I'd say the problem is on your side of the border with very lax laws and not enough people willing to get their hands dirty.
So you might be well advised to look in your own backyard which is in dire need of a good cleaning.
That is so much bullsh-- or aren't you familiar with that period of our history so well captured by the film "Grapes of Wrath" where people routinely "followed the crops" across this vast nation? My own wife's family were such people and they didn't need illegal aliens to assist them.
Mexico has many more problems than drugs; it is not a poor country despite all hte bull being spread, it has all the necessary ingredients to be prosperous, natural resources, etc., what it also has, in large measure, is a distinct separation between the haves and the have nots. In other words, in the country which has produced the world's richest man, we have poverty to the point where the government of Mexico actively encourages the "migration" of its citizens northward. When you have numbers like 12 to 20 million illegal entries into another country that is an invasion and it should be repelled with force. Invasion is an act of war. We should be at war with Mexico.

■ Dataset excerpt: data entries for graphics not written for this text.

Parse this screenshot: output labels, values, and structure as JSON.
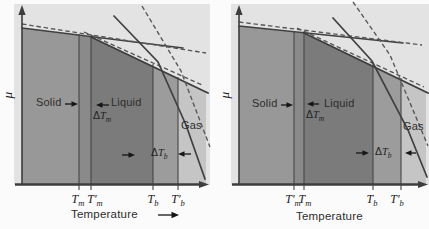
{
  "colors": {
    "page_bg": "#fbfbfb",
    "plot_bg": "#e3e3e3",
    "solid_region": "#989898",
    "melting_strip": "#8a8a8a",
    "liquid_region": "#7b7b7b",
    "boiling_strip": "#9c9c9c",
    "gas_region": "#c5c5c5",
    "solid_line": "#404040",
    "dashed_line": "#565656"
  },
  "panels": [
    {
      "mu_label": "μ",
      "labels": {
        "solid": "Solid",
        "liquid": "Liquid",
        "gas": "Gas"
      },
      "delta_tm": {
        "delta": "Δ",
        "base": "T",
        "sub": "m"
      },
      "delta_tb": {
        "delta": "Δ",
        "base": "T",
        "sub": "b"
      },
      "ticks": [
        {
          "base": "T",
          "prime": "",
          "sub": "m"
        },
        {
          "base": "T",
          "prime": "′",
          "sub": "m"
        },
        {
          "base": "T",
          "prime": "",
          "sub": "b"
        },
        {
          "base": "T",
          "prime": "′",
          "sub": "b"
        }
      ],
      "xlabel": "Temperature",
      "xlabel_arrow": "→"
    },
    {
      "mu_label": "μ",
      "labels": {
        "solid": "Solid",
        "liquid": "Liquid",
        "gas": "Gas"
      },
      "delta_tm": {
        "delta": "Δ",
        "base": "T",
        "sub": "m"
      },
      "delta_tb": {
        "delta": "Δ",
        "base": "T",
        "sub": "b"
      },
      "ticks": [
        {
          "base": "T",
          "prime": "′",
          "sub": "m"
        },
        {
          "base": "T",
          "prime": "",
          "sub": "m"
        },
        {
          "base": "T",
          "prime": "",
          "sub": "b"
        },
        {
          "base": "T",
          "prime": "′",
          "sub": "b"
        }
      ],
      "xlabel": "Temperature",
      "xlabel_arrow": ""
    }
  ]
}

http://www.rationalpublicradio.com/bring-the-tropps-home-from-the-drug-war.html
If you think prohibiting the manufacture and distribution/sale will stop evil people from having guns, you are sorely, sorely mistaken. It would take guns out of the hands of law-abiding citizens however...and trample their liberties given them by the 2nd amendment.
Anyone with any mechanical ability can make a gun in their garage.

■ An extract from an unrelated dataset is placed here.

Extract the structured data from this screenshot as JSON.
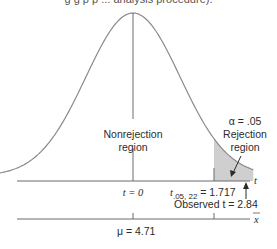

Anyone with any botanical ability can grow drugs in their basement.
See the similarities? You decry pro-gun, anti-drug-legalization...yet you are anti-gun, pro-drug-legalization......your theologies are hypocritical (as are any pro-gunners out there that are anti-drug-legalization).

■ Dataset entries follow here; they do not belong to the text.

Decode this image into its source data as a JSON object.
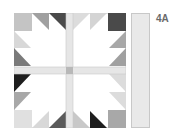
{
  "diagram": {
    "label": "4A",
    "pattern": "bear-paw-quilt-block",
    "colors": {
      "background": "#ffffff",
      "sashing": "#e6e6e6",
      "cornerstone": "#b8b8b8",
      "light": "#dcdcdc",
      "medium": "#a8a8a8",
      "dark": "#5a5a5a",
      "darkest": "#2a2a2a",
      "outline": "#c8c8c8",
      "strip": "#e9e9e9"
    }
  }
}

Here we are back to "assault weapons" bans again. I guess he thinks that prohibiting guns will work even though prohibiting drugs does not. How the heck to you condemn prohibition in one breath and then promote it in the next?
Wow.
US taxpayers and the Mexican undocumented are both victims of the their respective country's elite.
I have a plan that might work if people would consider it.
http://twopesos-protestfortheundocumented.blogspot.com/2011/04/imagine-two-countries-saying-estamos.html
http://www.watchnewspapers.com/view/full_story/10513105/article-Former-Border-Patrol-Agent-Confronts-His-Past-With-Music?instance=local_news
And then, let's eliminate greed, violence and bigotry around the world!!
good grief...EVERYONE knows that corruption there is irrevocably engrained in every level of government (national/state/local)...every police force...commerce...the military. And it's been that way for 100 years.
Legalizing drugs here would indeed slow/stop the narco-gang related killings...but that infrastructure is now entrenched, so the gangs would just turn to new & improved ways of making money through brutal, illegal, activities (extorting everyday citizens/businesses...kidnappings would skyrocket...so would human trafficking.
Because corruption is so widespread among so many levels/sections of public officialdom, I just can't see how it can be reversed. It's like in sci-fi movies where the alien pod-thing attaches itself to a human& extends it's controlling tendrils so deeply into the host that it would die if the invader was removed.
Even law enforcement groups favor legalization and ironically the the most lethal and addictive substances - tobacco and alcohol - are actually procured OTC in every state without exception.
Legalize, regulate, declare the war over, and use the money to make American industry more competitive with other nations which long ago have taken the employer out of the health care equation.
You might consider taking down the signs or better yet toss those that employ them in the slammer.